I didn’t like the protagonist in the title piece, who hits something while driving her car and only later tries to find out what it was. “The Taker,” about a horrible houseguest, and “We Don’t Believe in That Crap,” about young sisters dealing with a fat babysitter, seem to strain for laughs. But “The Little Rats” is a humdinger. Hannah Beale, age 40, recalls an eighth-grade trip to France with private-school classmates: the girls found out the boys had ranked them, and they fought to get hold of the list. As Hannah drinks coffee with the school’s development officer, who is angling for a donation, Hannah’s long-ago shame returns: “Most of the girls in Hannah’s class were Kates, meaning they had been at the school from K through eight . . . Hannah was not a Kate—not even close.” Funny and incisive, the story sparkles with emotional acumen.
 
Ten books.
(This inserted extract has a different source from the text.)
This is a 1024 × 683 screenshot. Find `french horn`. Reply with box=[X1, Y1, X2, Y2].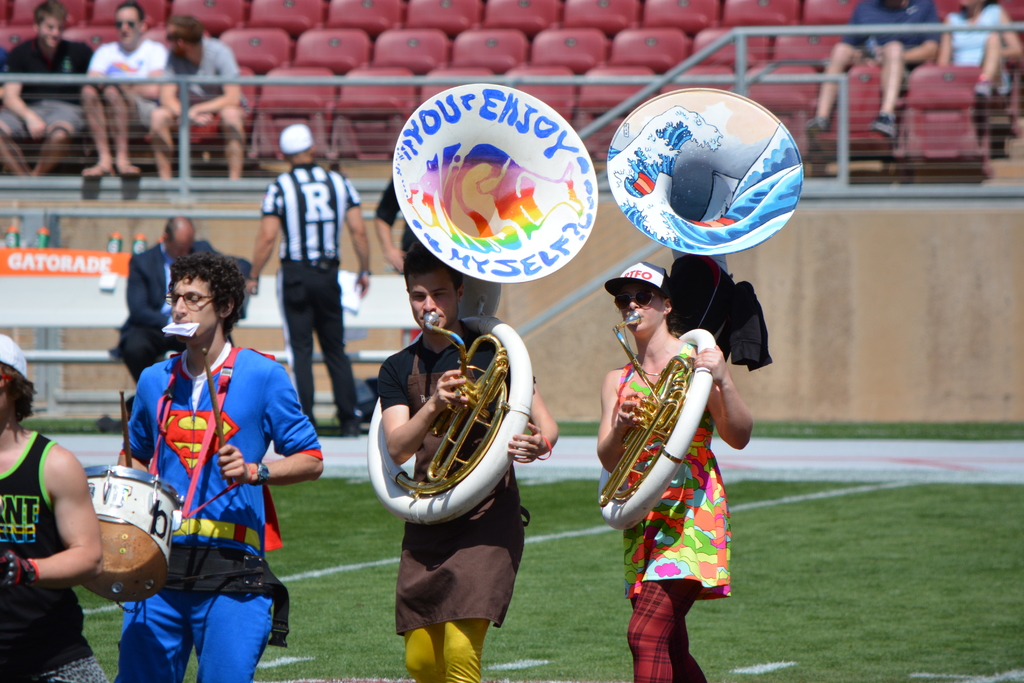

By the end of my sprint of reading, I felt I’d had ten crushes. Dazed, I came back to earth. Which did I love, and which were infatuations, and did it matter? Novelist Robert C. S. Downs, my Penn State grad school mentor, says the test of a book is how often you think back on it. I’m still swooning over The Book of Goose. And as fall turns to winter, as deer cross the sere field behind my house, it is Molly my heart can’t let go of.
 
 
 
[1] YOU HAVE REACHED YOUR DESTINATION: Stories, by Louise Marburg. EastOver Press. $18.00p.

[2] THE COLOR LINE, by Igiaba Scego, trans. by John Cullen and Gregory Conti. Other Press. $19.99p.

[3] MOLLY, by Kevin Honold. Autumn House Press. $17.95p.

[4] THE SORCERER OF PYONGYANG, by Marcel Theroux. Atria Books. $26.99.

[5] MOTHER OF STRANGERS, by Suad Amiry. Pantheon Books. $27.00.

[6] DINOSAURS, by Lydia Millet. W. W. Norton & Company. $26.95.

[7] PERISH, by LaToya Watkins. Tiny Reparations Books/Penguin Random House. $27.00.

[8] THE BOOK OF GOOSE, by Yiyun Li. Farrar, Straus and Giroux. $28.00.

[9] THE PEOPLE IMMORTAL, by Vasily Grossman, trans. by Robert Chandler and Elizabeth Chandler. New York Review Books. $19.95p.

[10] A BLIND CORNER, by Caitlin Macy. Little, Brown. $27.00.